Section | Semester | Instructor | Time | Location | Course Areas |
---|---|---|---|---|---|
8 | Spring 2015 | Strub, Spencer
|
TTh 9:30-11 | 225 Wheeler |
Sir Gawain and the Green Knight; Alighieri, Dante: Inferno; Chaucer, Geoffrey: Dream Visions and Other Poems; Shakespeare, William: The Tempest
Please purchase the Hollander translation of Inferno, the Armitage translation of Sir Gawain, and the Norton Critical edition of The Tempest. Further readings, both primary and critical texts, to be posted on bCourses. Film screenings to be noted on syllabus.
What does it mean to imagine another world? Is it an opportunity for unvarnished fantasy, or for critical reflection on your own society? Can you tell the truth when writing about an invented place? By way of an answer, this course considers the journeys narrated during a particularly fertile period of otherworldly imagination: the late Middle Ages and the Renaissance. The writers we will read in this course map the architecture of hell, the landscape of dreams, and the laws of fairyland. We will move from these imagined places to the narratives that emerged out of the cataclysmic encounter between two real worlds: the European colonization of the Americas. Throughout the course, we will examine the contexts – historical, political, literary, religious, and scientific – that help us to better understand these works.
This course is intended to teach you to pose analytical questions, develop complex arguments supported by evidence, and build research skills that will be applicable in your college writing and in your future career. To that end, you will complete drafts and revisions of three substantive essays, culminating in a long paper supported by original research. A number of shorter exercises will supplement and help prepare for these major writing assignments.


• **What you need to do**
Scan the records and identify every line in which the string "plot" occurs, then return those lines.

• **Information supplied**
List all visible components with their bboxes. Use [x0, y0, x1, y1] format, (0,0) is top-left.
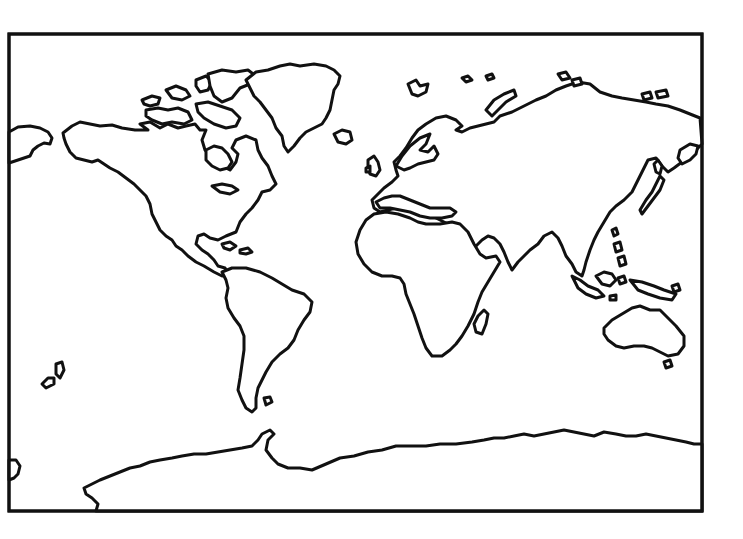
world-map [0, 0, 743, 539]
region-southeast-asia-islands[interactable] [630, 280, 676, 300]
region-arctic-islands[interactable] [642, 92, 652, 100]
region-canadian-arctic-islands[interactable] [166, 86, 190, 100]
region-southeast-asia-islands[interactable] [610, 295, 616, 300]
region-caribbean[interactable] [222, 242, 236, 250]
region-new-zealand[interactable] [56, 362, 64, 378]
region-arctic-islands[interactable] [558, 72, 570, 80]
region-madagascar[interactable] [474, 310, 488, 334]
region-antarctica[interactable] [84, 430, 702, 511]
region-japan[interactable] [654, 160, 662, 174]
region-tasmania[interactable] [664, 360, 672, 368]
region-arctic-islands[interactable] [408, 80, 428, 96]
region-southeast-asia-islands[interactable] [672, 284, 680, 292]
region-greenland[interactable] [246, 64, 340, 152]
region-british-isles[interactable] [366, 166, 370, 172]
region-south-america[interactable] [222, 268, 312, 412]
region-australia[interactable] [604, 306, 684, 356]
region-canadian-arctic-islands[interactable] [142, 96, 160, 106]
region-antarctica-west[interactable] [9, 460, 20, 480]
region-arctic-islands[interactable] [486, 74, 494, 80]
region-southeast-asia-islands[interactable] [618, 276, 626, 284]
region-southeast-asia-islands[interactable] [596, 272, 616, 286]
region-canadian-arctic-islands[interactable] [196, 102, 240, 128]
region-caribbean[interactable] [240, 248, 252, 254]
region-southeast-asia-islands[interactable] [614, 242, 622, 252]
region-arctic-islands[interactable] [462, 76, 472, 82]
region-southeast-asia-islands[interactable] [618, 256, 626, 266]
region-southeast-asia-islands[interactable] [612, 228, 618, 236]
region-japan[interactable] [640, 176, 664, 214]
region-canadian-arctic-islands[interactable] [146, 108, 192, 124]
region-falklands[interactable] [264, 397, 272, 405]
region-arctic-islands[interactable] [656, 90, 668, 98]
region-iceland[interactable] [334, 130, 352, 144]
region-new-zealand[interactable] [42, 378, 54, 388]
region-arctic-islands[interactable] [572, 78, 582, 86]
region-chukotka[interactable] [9, 126, 52, 163]
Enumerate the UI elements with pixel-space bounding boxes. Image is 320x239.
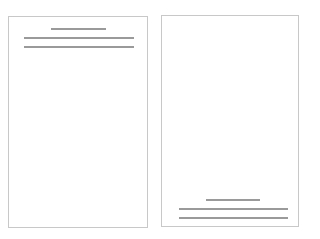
text-line bbox=[24, 37, 134, 39]
title-line bbox=[206, 199, 260, 201]
text-line bbox=[179, 217, 288, 219]
title-line bbox=[51, 28, 106, 30]
text-line bbox=[24, 46, 134, 48]
page-footer-layout bbox=[161, 15, 299, 227]
text-line bbox=[179, 208, 288, 210]
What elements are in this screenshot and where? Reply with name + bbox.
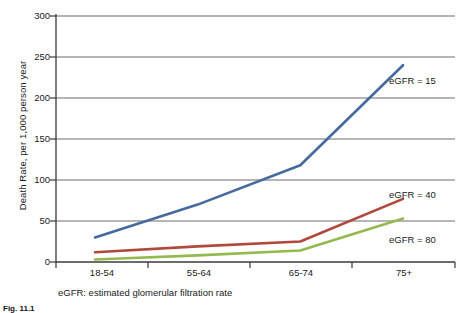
series-line-egfr-40 <box>95 199 403 252</box>
series-line-egfr-80 <box>95 219 403 260</box>
x-tick-75plus: 75+ <box>396 268 412 278</box>
x-axis-tick-labels: 18-54 55-64 65-74 75+ <box>0 268 464 284</box>
x-tick-65-74: 65-74 <box>289 268 313 278</box>
figure-caption: Fig. 11.1 <box>3 305 35 313</box>
series-label-egfr-40: eGFR = 40 <box>389 190 436 200</box>
series-label-egfr-15: eGFR = 15 <box>389 76 436 86</box>
y-tick-marks <box>50 16 56 262</box>
chart-footnote: eGFR: estimated glomerular filtration ra… <box>58 288 232 298</box>
plot-area <box>0 0 464 313</box>
x-tick-18-54: 18-54 <box>90 268 114 278</box>
series-line-egfr-15 <box>95 65 403 237</box>
figure-chart: Death Rate, per 1,000 person year 300 25… <box>0 0 464 313</box>
series-label-egfr-80: eGFR = 80 <box>389 235 436 245</box>
x-tick-55-64: 55-64 <box>187 268 211 278</box>
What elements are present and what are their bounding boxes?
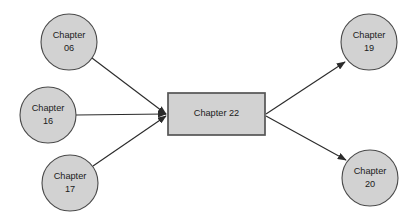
node-circle bbox=[342, 150, 398, 206]
node-chapter-20[interactable]: Chapter20 bbox=[342, 150, 398, 206]
node-circle bbox=[341, 14, 397, 70]
edge-arrow bbox=[92, 58, 166, 114]
edge-arrow bbox=[266, 62, 345, 114]
chapter-dependency-diagram: Chapter06Chapter16Chapter17Chapter 22Cha… bbox=[0, 0, 419, 221]
node-chapter-19[interactable]: Chapter19 bbox=[341, 14, 397, 70]
node-chapter-06[interactable]: Chapter06 bbox=[41, 14, 97, 70]
node-chapter-22[interactable]: Chapter 22 bbox=[168, 93, 265, 135]
node-circle bbox=[20, 87, 76, 143]
edge-arrow bbox=[76, 114, 166, 115]
node-chapter-16[interactable]: Chapter16 bbox=[20, 87, 76, 143]
node-circle bbox=[41, 14, 97, 70]
edge-arrow bbox=[93, 116, 166, 166]
diagram-canvas: Chapter06Chapter16Chapter17Chapter 22Cha… bbox=[0, 0, 419, 221]
node-circle bbox=[42, 155, 98, 211]
edge-arrow bbox=[266, 116, 346, 160]
nodes-group: Chapter06Chapter16Chapter17Chapter 22Cha… bbox=[20, 14, 398, 211]
node-rect bbox=[168, 93, 265, 135]
node-chapter-17[interactable]: Chapter17 bbox=[42, 155, 98, 211]
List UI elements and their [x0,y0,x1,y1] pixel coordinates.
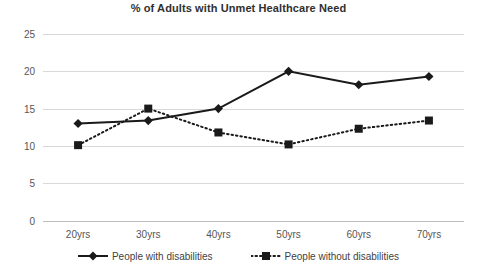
series-markers-group [73,67,433,149]
data-point-marker [424,72,433,81]
y-axis-tick-label: 20 [24,66,36,77]
x-axis-tick-label: 60yrs [347,229,371,240]
data-point-marker [214,128,222,136]
x-axis-tick-label: 70yrs [417,229,441,240]
legend-label-people-without-disabilities: People without disabilities [285,251,400,262]
legend-label-people-with-disabilities: People with disabilities [112,251,213,262]
legend-swatch-solid-diamond [78,250,108,262]
x-axis-tick-labels: 20yrs30yrs40yrs50yrs60yrs70yrs [66,229,441,240]
y-axis-tick-label: 0 [29,216,35,227]
data-point-marker [285,140,293,148]
x-axis-tick-label: 20yrs [66,229,90,240]
legend-item-people-with-disabilities[interactable]: People with disabilities [78,250,213,262]
x-axis-tick-label: 50yrs [276,229,300,240]
data-point-marker [284,67,293,76]
data-point-marker [74,141,82,149]
chart-plot-area: 0510152025 20yrs30yrs40yrs50yrs60yrs70yr… [0,0,477,248]
data-point-marker [144,105,152,113]
series-line-0 [78,71,429,123]
gridlines-group [43,35,464,222]
chart-container: % of Adults with Unmet Healthcare Need 0… [0,0,477,272]
data-point-marker [355,125,363,133]
y-axis-tick-label: 25 [24,29,36,40]
y-axis-tick-label: 5 [29,178,35,189]
series-line-1 [78,109,429,146]
y-axis-tick-label: 15 [24,104,36,115]
data-point-marker [73,119,82,128]
data-point-marker [354,80,363,89]
series-lines-group [78,71,429,145]
data-point-marker [144,116,153,125]
chart-legend: People with disabilities People without … [0,250,477,262]
data-point-marker [214,104,223,113]
legend-item-people-without-disabilities[interactable]: People without disabilities [251,250,400,262]
legend-swatch-dotted-square [251,250,281,262]
x-axis-tick-label: 30yrs [136,229,160,240]
x-axis-tick-label: 40yrs [206,229,230,240]
data-point-marker [425,117,433,125]
y-axis-tick-labels: 0510152025 [24,29,36,227]
y-axis-tick-label: 10 [24,141,36,152]
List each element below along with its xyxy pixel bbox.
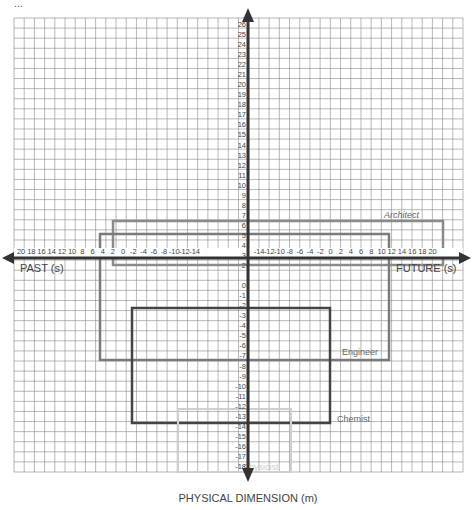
y-tick: 11 bbox=[238, 171, 246, 180]
y-tick: 17 bbox=[238, 110, 246, 119]
x-tick: 6 bbox=[90, 247, 94, 256]
y-tick: 6 bbox=[242, 221, 246, 230]
x-tick: 0 bbox=[328, 247, 332, 256]
x-tick: -4 bbox=[140, 247, 147, 256]
x-tick: 10 bbox=[377, 247, 385, 256]
x-tick: 2 bbox=[111, 247, 115, 256]
y-tick: -14 bbox=[235, 422, 246, 431]
x-tick: 18 bbox=[418, 247, 426, 256]
y-tick: 13 bbox=[238, 151, 246, 160]
y-tick: 12 bbox=[238, 161, 246, 170]
y-tick: -16 bbox=[235, 442, 246, 451]
spacetime-diagram: ArchitectEngineerChemistPhysicist2018161… bbox=[0, 0, 473, 510]
y-tick: -2 bbox=[239, 301, 246, 310]
x-tick: 6 bbox=[359, 247, 363, 256]
x-tick: -12 bbox=[179, 247, 190, 256]
x-tick: -14 bbox=[189, 247, 200, 256]
x-tick: -2 bbox=[130, 247, 137, 256]
y-tick: -1 bbox=[239, 291, 246, 300]
y-tick: 7 bbox=[242, 211, 246, 220]
x-tick: 4 bbox=[349, 247, 353, 256]
x-tick: 8 bbox=[369, 247, 373, 256]
past-label: PAST (s) bbox=[20, 262, 64, 274]
y-tick: 5 bbox=[242, 231, 246, 240]
y-tick: 23 bbox=[238, 50, 246, 59]
y-tick: 20 bbox=[238, 80, 246, 89]
label-engineer: Engineer bbox=[342, 347, 378, 357]
y-tick: 9 bbox=[242, 191, 246, 200]
x-tick: 16 bbox=[408, 247, 416, 256]
y-tick: -15 bbox=[235, 432, 246, 441]
x-tick: 0 bbox=[121, 247, 125, 256]
y-tick: -13 bbox=[235, 412, 246, 421]
physical-dimension-label: PHYSICAL DIMENSION (m) bbox=[179, 492, 318, 504]
future-label: FUTURE (s) bbox=[396, 262, 457, 274]
x-tick: 12 bbox=[58, 247, 66, 256]
x-tick: 14 bbox=[48, 247, 56, 256]
y-tick: 0 bbox=[242, 281, 246, 290]
y-tick: 21 bbox=[238, 70, 246, 79]
y-tick: -3 bbox=[239, 311, 246, 320]
arrow-right-icon bbox=[459, 252, 471, 264]
x-tick: -4 bbox=[307, 247, 314, 256]
y-tick: 24 bbox=[238, 40, 246, 49]
y-tick: 18 bbox=[238, 100, 246, 109]
x-tick: -10 bbox=[169, 247, 180, 256]
y-tick: 4 bbox=[242, 241, 246, 250]
y-tick: -9 bbox=[239, 372, 246, 381]
y-tick: -11 bbox=[236, 392, 246, 401]
x-tick: -6 bbox=[297, 247, 304, 256]
arrow-up-icon bbox=[242, 8, 254, 22]
y-tick: -8 bbox=[239, 362, 246, 371]
x-tick: 20 bbox=[428, 247, 436, 256]
y-tick: 10 bbox=[238, 181, 246, 190]
arrow-left-icon bbox=[2, 252, 14, 264]
x-tick: 18 bbox=[27, 247, 35, 256]
x-tick: 16 bbox=[37, 247, 45, 256]
y-tick: 2 bbox=[242, 261, 246, 270]
label-architect: Architect bbox=[383, 210, 420, 220]
y-tick: 14 bbox=[238, 141, 246, 150]
x-tick: 14 bbox=[398, 247, 406, 256]
y-tick: -17 bbox=[235, 452, 246, 461]
x-tick: -6 bbox=[150, 247, 157, 256]
rect-chemist bbox=[132, 308, 330, 423]
y-tick: 19 bbox=[238, 90, 246, 99]
x-tick: 10 bbox=[68, 247, 76, 256]
x-tick: 12 bbox=[388, 247, 396, 256]
x-tick: -10 bbox=[274, 247, 285, 256]
x-tick: 8 bbox=[80, 247, 84, 256]
y-tick: 22 bbox=[238, 60, 246, 69]
y-tick: -4 bbox=[239, 321, 246, 330]
x-tick: 4 bbox=[101, 247, 105, 256]
arrow-down-icon bbox=[242, 468, 254, 482]
y-tick: -10 bbox=[235, 382, 246, 391]
y-tick: -5 bbox=[239, 331, 246, 340]
y-tick: 25 bbox=[238, 30, 246, 39]
x-tick: 2 bbox=[339, 247, 343, 256]
label-chemist: Chemist bbox=[337, 414, 371, 424]
x-tick: -8 bbox=[161, 247, 168, 256]
y-tick: 15 bbox=[238, 130, 246, 139]
y-tick: -6 bbox=[239, 341, 246, 350]
x-tick: 20 bbox=[17, 247, 25, 256]
y-tick: 16 bbox=[238, 120, 246, 129]
y-tick: -7 bbox=[239, 351, 246, 360]
y-tick: -12 bbox=[235, 402, 246, 411]
y-tick: 8 bbox=[242, 201, 246, 210]
x-tick: -2 bbox=[317, 247, 324, 256]
x-tick: -8 bbox=[286, 247, 293, 256]
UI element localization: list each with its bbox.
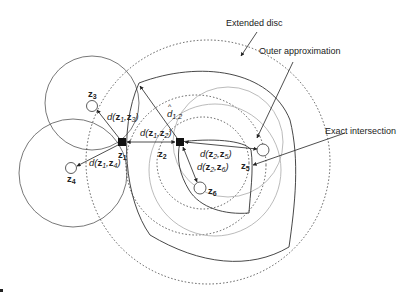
gray-disc-z5 (173, 87, 283, 197)
label-d14: d(z1,z4) (89, 157, 121, 169)
label-d13: d(z1,z3) (107, 111, 139, 123)
node-z4-marker (66, 163, 77, 174)
label-exact-intersection: Exact intersection (325, 126, 396, 136)
label-d25: d(z2,z5) (200, 148, 232, 160)
node-z6-marker (194, 182, 206, 194)
pointer-extended-disc (241, 32, 257, 56)
node-z2-marker (176, 138, 184, 146)
exact-intersection-region (178, 140, 252, 213)
node-z5-marker (257, 144, 269, 156)
node-z1-marker (118, 138, 126, 146)
label-z3: z3 (88, 88, 97, 100)
label-z4: z4 (67, 173, 76, 185)
label-z5: z5 (241, 160, 250, 172)
label-outer-approximation: Outer approximation (259, 46, 341, 56)
node-z3-marker (87, 101, 98, 112)
intersection-diagram: Extended disc Outer approximation Exact … (0, 0, 413, 293)
label-z6: z6 (208, 185, 217, 197)
label-z2: z2 (158, 148, 167, 160)
pointer-outer-approximation (257, 62, 293, 138)
label-d26: d(z2,z6) (197, 161, 229, 173)
label-extended-disc: Extended disc (226, 18, 283, 28)
corner-mark (0, 289, 3, 292)
label-d12: d(z1,z2) (140, 127, 172, 139)
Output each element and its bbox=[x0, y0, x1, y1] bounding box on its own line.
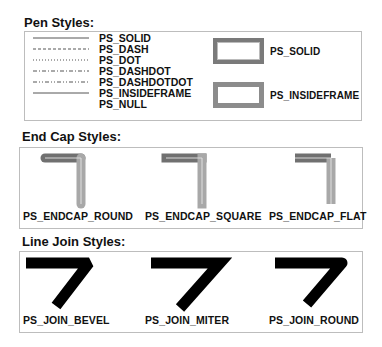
endcap-round-diagram bbox=[45, 158, 81, 204]
endcap-flat-diagram bbox=[295, 158, 331, 204]
join-label-bevel: PS_JOIN_BEVEL bbox=[23, 314, 110, 326]
pen-style-label-dashdot: PS_DASHDOT bbox=[99, 66, 171, 76]
pen-style-label-solid: PS_SOLID bbox=[99, 33, 151, 43]
endcap-styles-panel: PS_ENDCAP_ROUND PS_ENDCAP_SQUARE PS_ENDC… bbox=[19, 147, 363, 229]
pen-styles-heading: Pen Styles: bbox=[24, 15, 94, 30]
join-bevel-diagram bbox=[26, 263, 89, 306]
join-styles-heading: Line Join Styles: bbox=[22, 234, 125, 249]
endcap-square-diagram bbox=[166, 158, 202, 204]
pen-style-label-dot: PS_DOT bbox=[99, 55, 141, 65]
join-label-round: PS_JOIN_ROUND bbox=[269, 314, 359, 326]
join-styles-panel: PS_JOIN_BEVEL PS_JOIN_MITER PS_JOIN_ROUN… bbox=[19, 251, 363, 333]
pen-style-label-dashdotdot: PS_DASHDOTDOT bbox=[99, 77, 193, 87]
endcap-label-round: PS_ENDCAP_ROUND bbox=[23, 210, 133, 222]
frame-label-solid: PS_SOLID bbox=[270, 46, 320, 57]
pen-style-label-insideframe: PS_INSIDEFRAME bbox=[99, 88, 191, 98]
join-round-diagram bbox=[275, 263, 342, 304]
join-label-miter: PS_JOIN_MITER bbox=[145, 314, 229, 326]
pen-style-label-dash: PS_DASH bbox=[99, 44, 149, 54]
pen-styles-panel: PS_SOLID PS_DASH PS_DOT PS_DASHDOT PS_DA… bbox=[24, 31, 362, 121]
pen-style-label-null: PS_NULL bbox=[99, 99, 147, 109]
endcap-label-flat: PS_ENDCAP_FLAT bbox=[269, 210, 366, 222]
frame-label-insideframe: PS_INSIDEFRAME bbox=[270, 90, 359, 101]
endcap-label-square: PS_ENDCAP_SQUARE bbox=[145, 210, 262, 222]
endcap-styles-heading: End Cap Styles: bbox=[22, 129, 121, 144]
join-miter-diagram bbox=[151, 263, 220, 308]
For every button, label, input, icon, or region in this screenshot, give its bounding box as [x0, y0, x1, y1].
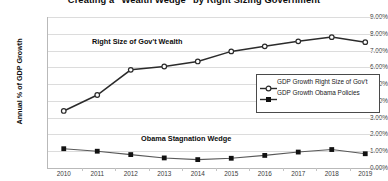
- annotation-obama-stagnation-wedge: Obama Stagnation Wedge: [141, 134, 231, 143]
- data-point-marker: [363, 151, 368, 156]
- chart-legend: GDP Growth Right Size of Gov'tGDP Growth…: [256, 74, 380, 113]
- data-point-marker: [195, 157, 200, 162]
- data-point-marker: [296, 150, 301, 155]
- legend-item[interactable]: GDP Growth Obama Policies: [260, 89, 376, 99]
- data-point-marker: [229, 156, 234, 161]
- data-point-marker: [329, 35, 334, 40]
- data-point-marker: [162, 64, 167, 69]
- data-point-marker: [162, 156, 167, 161]
- data-point-marker: [296, 39, 301, 44]
- data-point-marker: [61, 109, 66, 114]
- data-point-marker: [95, 93, 100, 98]
- data-point-marker: [262, 153, 267, 158]
- data-point-marker: [363, 40, 368, 45]
- legend-item-label: GDP Growth Obama Policies: [277, 89, 360, 97]
- series-2: [61, 146, 367, 162]
- legend-filled-square-icon: [260, 90, 277, 99]
- legend-item[interactable]: GDP Growth Right Size of Gov't: [260, 78, 376, 88]
- chart-title: Creating a "Wealth Wedge" by Right Sizin…: [0, 0, 388, 5]
- annotation-right-size-wealth: Right Size of Gov't Wealth: [92, 37, 182, 46]
- data-point-marker: [128, 68, 133, 73]
- data-point-marker: [195, 59, 200, 64]
- legend-item-label: GDP Growth Right Size of Gov't: [277, 78, 368, 86]
- data-point-marker: [262, 44, 267, 49]
- data-point-marker: [329, 147, 334, 152]
- x-tick-label: 2019: [345, 170, 385, 177]
- data-point-marker: [61, 146, 66, 151]
- data-point-marker: [128, 152, 133, 157]
- chart-container: Creating a "Wealth Wedge" by Right Sizin…: [0, 0, 388, 181]
- y-axis-title: Annual % of GDP Growth: [15, 32, 24, 132]
- data-point-marker: [229, 49, 234, 54]
- series-line: [64, 149, 366, 160]
- legend-open-circle-icon: [260, 79, 277, 88]
- data-point-marker: [95, 149, 100, 154]
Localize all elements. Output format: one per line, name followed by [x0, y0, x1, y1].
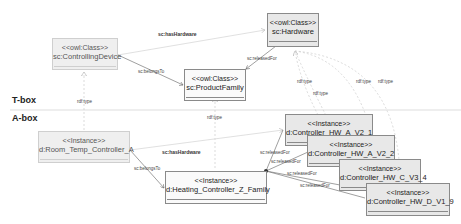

• **Completed task**
plot-area <box>0 0 464 313</box>
chart-plot-area: 0510152025 20yrs30yrs40yrs50yrs60yrs70yr… [0,0,477,248]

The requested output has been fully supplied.